Eight students have sued the Indiana University board of trustees for requiring students to be vaccinated against the coronavirus or risk being removed from the student body, claiming the vaccine requirement violates their Constitutional right under the Fourteenth Amendment, USA Today reports.
The Fourteenth Amendment prohibits the government from “depriv[ing] any person of life, liberty, or property, without due process of law.” The lawsuit also cites the ban on government-issued so-called “vaccine passports” passed by the Indiana state government, although that law specifically excludes the state’s universities from the law. The university, however, simply requires students to fill out a self-reported vaccination verification form and upload proof of vaccination; it doesn’t not require students obtain or carry any paperwork, government-issued or otherwise.
All student and faculty are required to have full vaccinations prior to August 15th, prior to returning to campus for the fall semester. Full vaccination means having both doses of the Pfizer or Moderna vaccine or the single-shot Johnson & Johnson vaccine two weeks prior to the required date.
According to the university website, any student or staff member who does not have the vaccination certification completed by the required date will not be allowed access on campus. “For students, they will see their class registration cancelled, CrimsonCard access terminated, access to IU systems (Canvas, email, etc.) terminated, and will not be allowed to participate in any on campus activity.”
Of the eight plaintiffs, six had already received religious exemptions for the vaccine under university policy; two applied for the exemption but did not qualify. The lawyer for the plaintiffs is James Bopp of Focus On The Family and the National Right To Life Coalition, who is arguing hypocritically that the students have a sovereign right to determine what happens with their individual bodies without interference or mandates from the government.
Bopp is not arguing the existing mandate from the university that students must have other vaccines for diseases such as measles, rubella, mumps, tetanus-diphtheria-acellular pertussis (TDap), varicella and meningitis. His concern seems to revolve only around the coronavirus.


(YOUR ASSIGNMENT)
Please transcribe the entries that follow exactly as they stand, skipping each picture.

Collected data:
+ + + +

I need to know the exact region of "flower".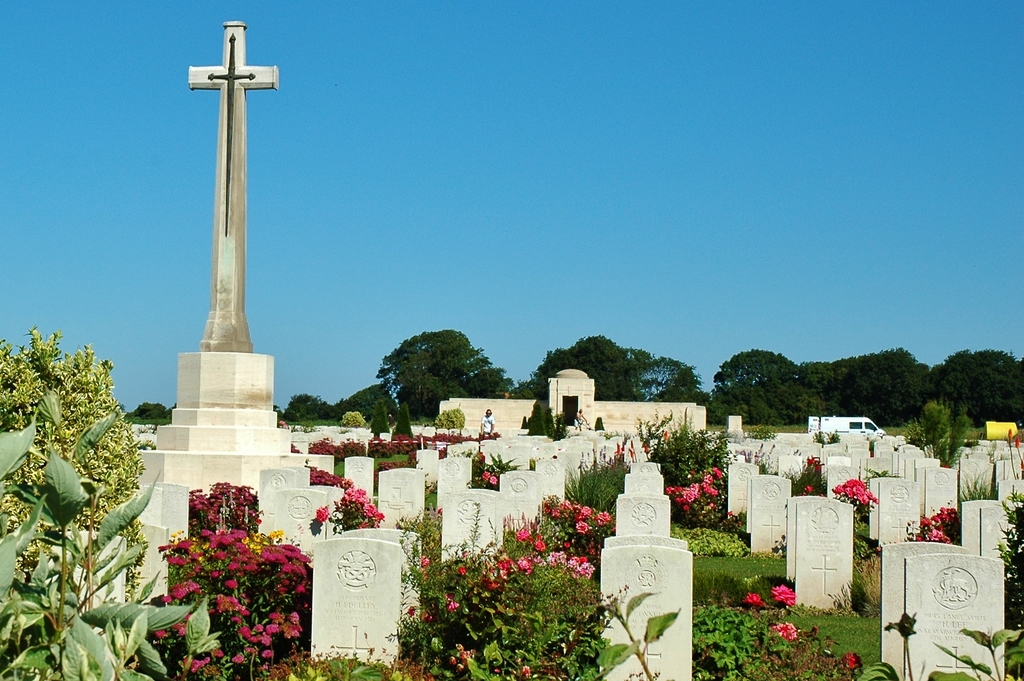
Region: 806,452,819,469.
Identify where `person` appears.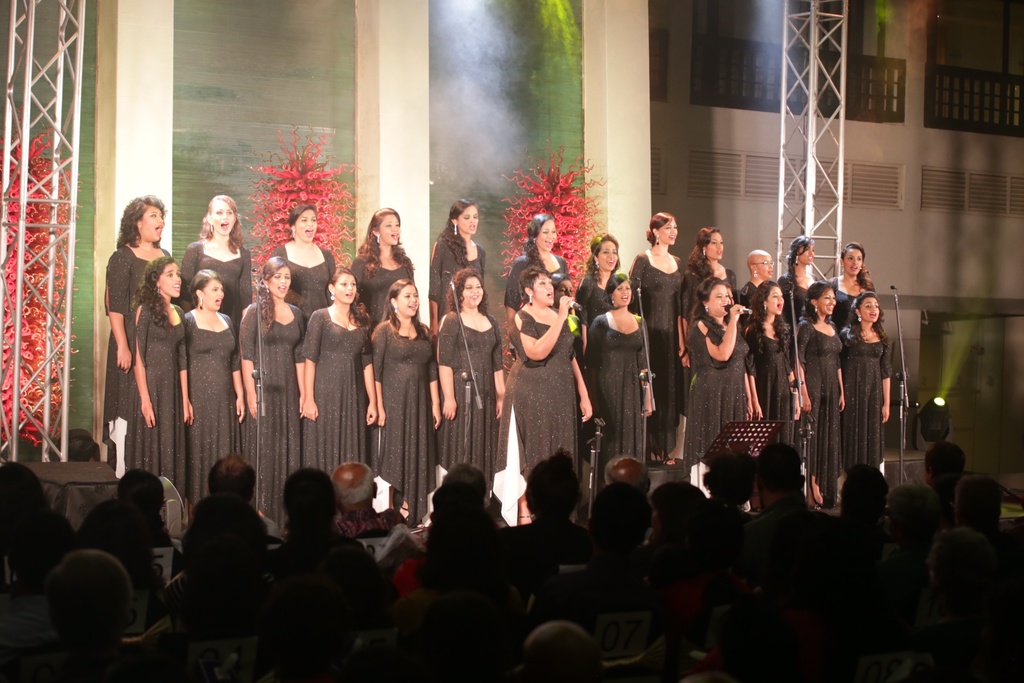
Appears at {"x1": 740, "y1": 244, "x2": 774, "y2": 388}.
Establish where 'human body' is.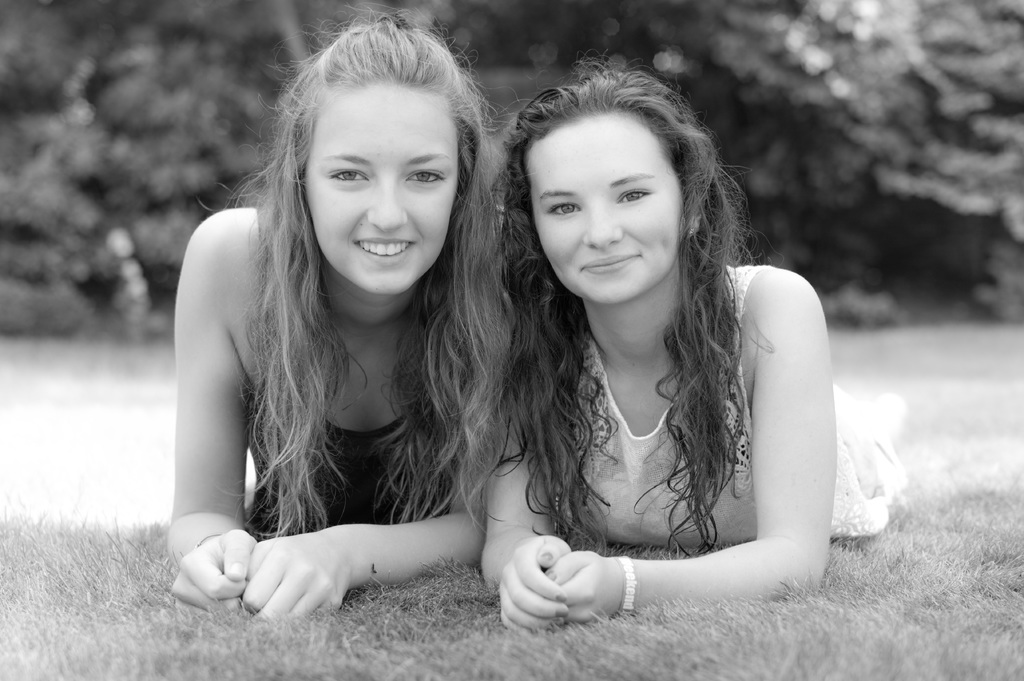
Established at box(163, 209, 489, 623).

+ + + +

(YOUR SOLUTION)
I need to know the exact region of "flower".
Region: 806,452,819,469.
Identify where `person` appears.
Appears at {"x1": 740, "y1": 244, "x2": 774, "y2": 388}.
Establish where 'human body' is.
Established at box(163, 209, 489, 623).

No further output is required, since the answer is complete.